1. The CIA spent $1 billion without finding any trace of an Iraqi nuclear weapons program.

2. The New York Times discovered Iraq actually had a nuclear weapons program a year away from a bomb and decided to reveal it in an ambiguously-worded sentence in paragraph 14 of a story about something else.

3. The Bush administration knows about this program and has modestly decided not to say anything about it.

-- or whether it was more likely he'd misunderstood something. And then decide it was the former.

DEAR GOD IN HEAVEN THAT'S STUPID

Even better, he then takes the stupid foundation and builds a giant Mansion of Dumb on top of it. (Doesn't this incredible revelation mean that Joe Wilson has been proven completely wrong?!???)

But again, we shouldn't blame Mr. Geraghty. He's doing the best he can with his three neurons. In other times and places he would have lived a happy, simple life, whiling away the hours trying to milk chickens. The responsibility truly lies with the owners of National Review, who've plucked him out of his natural habitat.

In other words, it's the puppet-masters who matter, not the puppets. Although given Mr. Geraghty's performance here, that analogy is an insult to the intelligence of puppets.

EXTRA BONUS STUPID: While Jim Geraghty is Patient Zero, the Idiot Virus has spread here, here, here, here, here, here, here, here, here, here, here, and surely millions of other places thanks to this.


November 01, 2006

Just When You Think It Can't Get Any Stupider

In this new kind of war, we must be willing to question the enemy when we pick them up on the battlefield. (Applause.) We have captured people like Khalid Sheikh Mohammed, who our intelligence community thinks was the mastermind of the September the 11th attacks. When we captured him, I said to the Central Intelligence Agency, why don't we find out what he knows in order to be able to protect America from another attack.

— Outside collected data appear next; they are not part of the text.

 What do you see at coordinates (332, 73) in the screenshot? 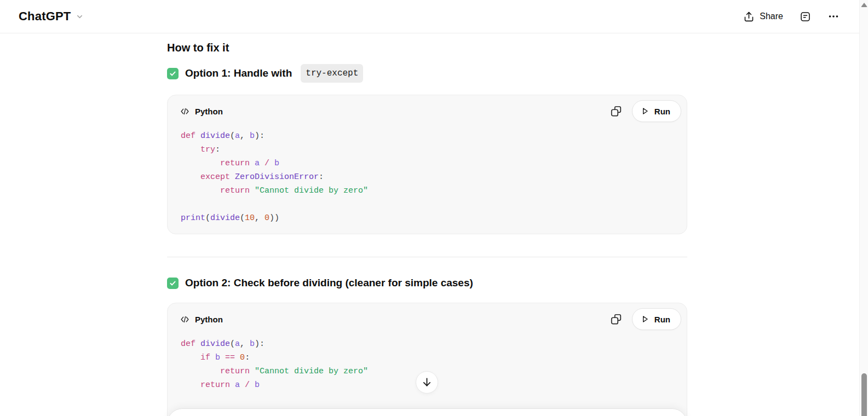
I see `inline-code-chip: try-except` at bounding box center [332, 73].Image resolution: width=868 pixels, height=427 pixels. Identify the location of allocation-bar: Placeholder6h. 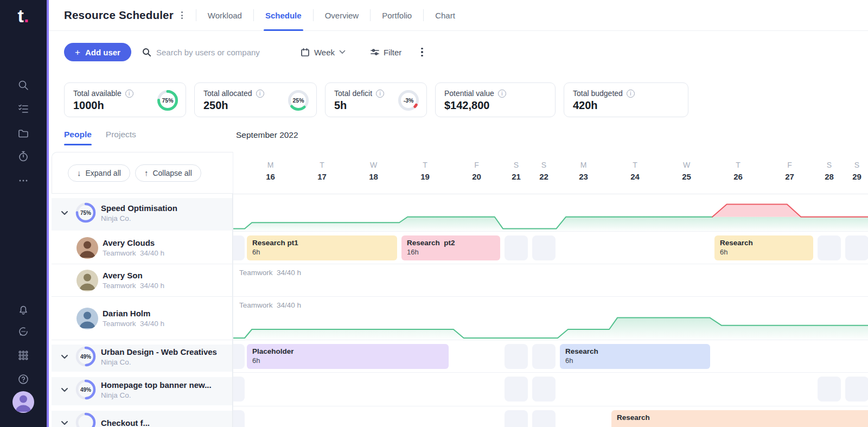
(348, 356).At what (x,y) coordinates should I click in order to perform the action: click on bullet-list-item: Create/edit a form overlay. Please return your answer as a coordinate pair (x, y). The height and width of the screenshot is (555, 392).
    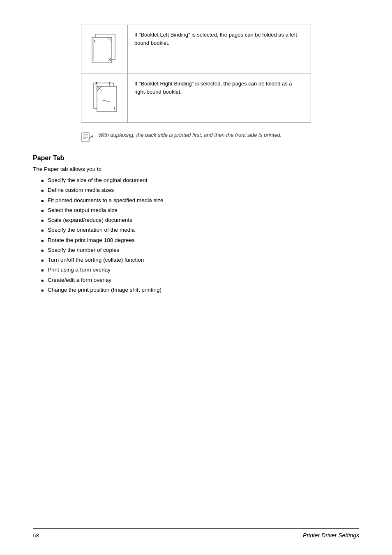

--George W. Bush, October 28, 2006

CIA Station, Islamabad, Pakistan. A CIA AGENT enters in a rush.

CIA AGENT: We captured Khalid Sheikh Mohammed!

CIA COMMANDER: That's great news. Now we must do what we've done with all captured enemies in 230 years of American history: refuse to question him.

CIA AGENT: Sir, permission to give Khalid Sheikh Mohammed a footrub? As has been done for all captured enemies in American history?

CIA COMMANDER: Permission granted, son! Also, if he mentions any upcoming attacks on America, put in your specially-designed CIA earplugs so you don't hear anything!

UNDERLING enters.

UNDERLING: Sir! The president has suggested that we find out what Khalid Sheikh Mohammed knows!

CIA COMMANDER: I don't understand. You mean -- the president has suggested that rather than actively making sure we don't learn anything from high-level enemies when we capture them, we should actually try to find out what they know?

UNDERLING: Yes sir! He says this is a new kind of war!

CIA COMMANDER: Dear god, that's brilliant! Only a maverick like our president could have conceived of such a bold scheme!